Skip to content
New issue

Have a question about this project? Sign up for a free GitHub account to open an issue and contact its maintainers and the community.

By clicking “Sign up for GitHub”, you agree to our terms of service and privacy statement. We’ll occasionally send you account related emails.

Already on GitHub? Sign in to your account

PyO3: Always broadcast +,-, / ,* #1101

Merged

Conversation

LLukas22
Copy link
Contributor

Always broadcast magic methods, similarly to pytorch.

A question i still have: Does it have any drawbacks to always use the broadcasting variants of the operations here? Would it be faster to fist check the shape and then perform the normal or broadcasted version of the operation?

@LaurentMazare
Copy link
Collaborator

There should be no performance impact as broadcast_add etc should do the right thing. The main reason for candle to use non-broadcasting ops by default is that it's very easy to shoot yourself in the foot with broadcasting so we require broadcasting to be explicit. I'm pretty convinced this is the right call for the rust api - even if we try to mimic the PyTorch api in rust, one can still use broadcast_add etc to opt-in to the broadcasting behavior.
I'm a bit torn when it comes to this python api, on one hand it would be nice to be as close as possible to the PyTorch version, but on the other hand this doesn't seem to me like a sane default and sticking to non-broadcasting by default certainly has its upside.
Any thoughts?

@LLukas22
Copy link
Contributor Author

I'm 100% on your side regarding the rust-api, not broadcasting should be the default behavior. Regarding the python wrapper i'm also a bit torn. The problem is that pytorch does a lot of things implicitly, to make the api more "pythonic" while candle does nearly everything explicitly as it's located in the rust ecosystem. This results in a bit of a lose-lose situation. We basically have 2 options:

  1. Design the python wrapper implicitly and close to pytorch. That way we have minimal friction between the 2 ecosystems and it should be easier for pytorch users to bring their code with them and start hacking around in candle. The drawback is that similarly to pytorch we lose some of the explicit behavior, but that's just a problem python always had.
  2. Keep the wrapper close to candles api, meaning we want most things to be explicit. This results in bigger differences and more friction between the ecosystems, as we basically need some sort of "Migration Guide". The advantage would be that we can focus more on the safety and explicit behavior we get from this approach, which would be better for production systems.

In my opinion option 1 would be the way to go, as i see the python wrapper as something i can play with and try things out before writing them up in rust. I'm not expecting it to be save or explicit, i just want to hack stuff together and if it explodes in my face, so be it. Regarding option 2, if we want to go that way we can keep the wrapper extremly simple as we can discard most of the implicit features, but if we already need a "migration guide" to port models from pytorch to our wrapper, it would probably be advisable to directly point users towards the rust implementation, because it does type-checking, safety and explicit behavior way better than python ever could.

I basically like the implicit way more, as it's a better fit for python and you just have less to think about when using it, but i definitely wouldn't use it for a production system.
What are your thoughts on this?

@LaurentMazare
Copy link
Collaborator

Ok let's give it a try and we'll see how it goes. Maybe the best would be to have something a bit more like jax, i.e. have one python api that is very low level and matches the c++ side and one higher level python api that tries to be python idiomatic but that seems a bit too much efforts at this point.

@LaurentMazare LaurentMazare merged commit b355ab4 into huggingface:main Oct 17, 2023
10 of 12 checks passed
EricLBuehler pushed a commit to EricLBuehler/candle that referenced this pull request Oct 25, 2023
Sign up for free to join this conversation on GitHub. Already have an account? Sign in to comment
Labels
None yet
Projects
None yet
Development

Successfully merging this pull request may close these issues.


### Requirement:
Work through the listing below, copying each line that carries the word "filament".

### Extracted entries:
== Segment start ==
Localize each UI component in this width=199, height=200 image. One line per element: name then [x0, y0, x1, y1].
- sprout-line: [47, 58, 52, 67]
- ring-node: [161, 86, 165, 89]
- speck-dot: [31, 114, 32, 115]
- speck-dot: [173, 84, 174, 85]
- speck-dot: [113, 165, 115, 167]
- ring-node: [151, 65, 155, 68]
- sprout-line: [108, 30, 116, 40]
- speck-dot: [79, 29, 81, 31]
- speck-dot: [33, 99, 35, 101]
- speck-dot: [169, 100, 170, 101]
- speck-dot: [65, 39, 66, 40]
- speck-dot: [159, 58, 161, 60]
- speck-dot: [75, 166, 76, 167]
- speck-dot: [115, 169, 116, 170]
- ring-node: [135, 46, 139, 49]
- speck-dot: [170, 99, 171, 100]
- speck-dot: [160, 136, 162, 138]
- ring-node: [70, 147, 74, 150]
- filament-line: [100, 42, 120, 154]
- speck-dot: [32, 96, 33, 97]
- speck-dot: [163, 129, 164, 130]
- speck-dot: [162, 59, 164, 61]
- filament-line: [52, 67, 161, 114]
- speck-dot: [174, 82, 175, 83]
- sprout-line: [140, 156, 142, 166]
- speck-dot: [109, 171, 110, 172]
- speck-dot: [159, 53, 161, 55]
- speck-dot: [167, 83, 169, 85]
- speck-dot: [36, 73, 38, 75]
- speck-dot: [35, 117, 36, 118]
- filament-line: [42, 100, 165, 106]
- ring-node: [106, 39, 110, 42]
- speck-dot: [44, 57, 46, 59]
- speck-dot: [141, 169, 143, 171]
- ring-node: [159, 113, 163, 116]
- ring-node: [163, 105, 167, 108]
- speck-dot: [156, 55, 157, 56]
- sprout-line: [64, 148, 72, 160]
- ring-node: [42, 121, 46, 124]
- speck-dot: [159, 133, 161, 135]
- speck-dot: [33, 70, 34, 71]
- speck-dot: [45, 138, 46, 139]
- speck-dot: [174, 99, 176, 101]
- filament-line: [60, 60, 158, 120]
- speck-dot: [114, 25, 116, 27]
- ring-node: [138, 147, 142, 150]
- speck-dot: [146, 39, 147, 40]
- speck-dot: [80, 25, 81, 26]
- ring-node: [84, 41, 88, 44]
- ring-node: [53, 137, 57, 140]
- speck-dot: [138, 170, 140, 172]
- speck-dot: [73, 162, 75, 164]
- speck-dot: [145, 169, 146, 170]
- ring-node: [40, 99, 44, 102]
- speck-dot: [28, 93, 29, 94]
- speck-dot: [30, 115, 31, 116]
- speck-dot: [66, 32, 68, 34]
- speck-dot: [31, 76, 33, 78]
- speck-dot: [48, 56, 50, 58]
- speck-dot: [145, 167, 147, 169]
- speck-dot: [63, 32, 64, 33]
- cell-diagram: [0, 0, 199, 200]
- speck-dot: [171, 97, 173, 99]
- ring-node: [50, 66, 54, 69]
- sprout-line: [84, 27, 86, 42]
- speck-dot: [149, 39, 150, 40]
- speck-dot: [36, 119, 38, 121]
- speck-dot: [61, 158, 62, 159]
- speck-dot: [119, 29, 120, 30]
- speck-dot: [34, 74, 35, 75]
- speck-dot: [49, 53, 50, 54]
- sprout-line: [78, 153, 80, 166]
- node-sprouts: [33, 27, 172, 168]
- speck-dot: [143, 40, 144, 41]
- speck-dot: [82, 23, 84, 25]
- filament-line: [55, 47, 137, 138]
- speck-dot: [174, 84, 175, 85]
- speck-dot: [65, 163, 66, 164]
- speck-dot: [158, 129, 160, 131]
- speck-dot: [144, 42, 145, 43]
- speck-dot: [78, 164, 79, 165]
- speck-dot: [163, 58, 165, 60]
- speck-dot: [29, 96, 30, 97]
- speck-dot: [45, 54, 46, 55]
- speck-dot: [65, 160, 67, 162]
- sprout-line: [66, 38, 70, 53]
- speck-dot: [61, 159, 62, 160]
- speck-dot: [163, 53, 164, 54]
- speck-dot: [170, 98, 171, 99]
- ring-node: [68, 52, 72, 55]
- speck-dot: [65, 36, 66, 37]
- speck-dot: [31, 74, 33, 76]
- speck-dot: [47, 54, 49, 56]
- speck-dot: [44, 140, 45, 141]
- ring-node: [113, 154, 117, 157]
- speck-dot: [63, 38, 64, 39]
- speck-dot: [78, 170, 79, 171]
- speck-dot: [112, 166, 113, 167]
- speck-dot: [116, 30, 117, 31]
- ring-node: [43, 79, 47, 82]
== Segment end ==
### Final answer:
- filament-line: [100, 42, 120, 154]
- filament-line: [52, 67, 161, 114]
- filament-line: [42, 100, 165, 106]
- filament-line: [60, 60, 158, 120]
- filament-line: [55, 47, 137, 138]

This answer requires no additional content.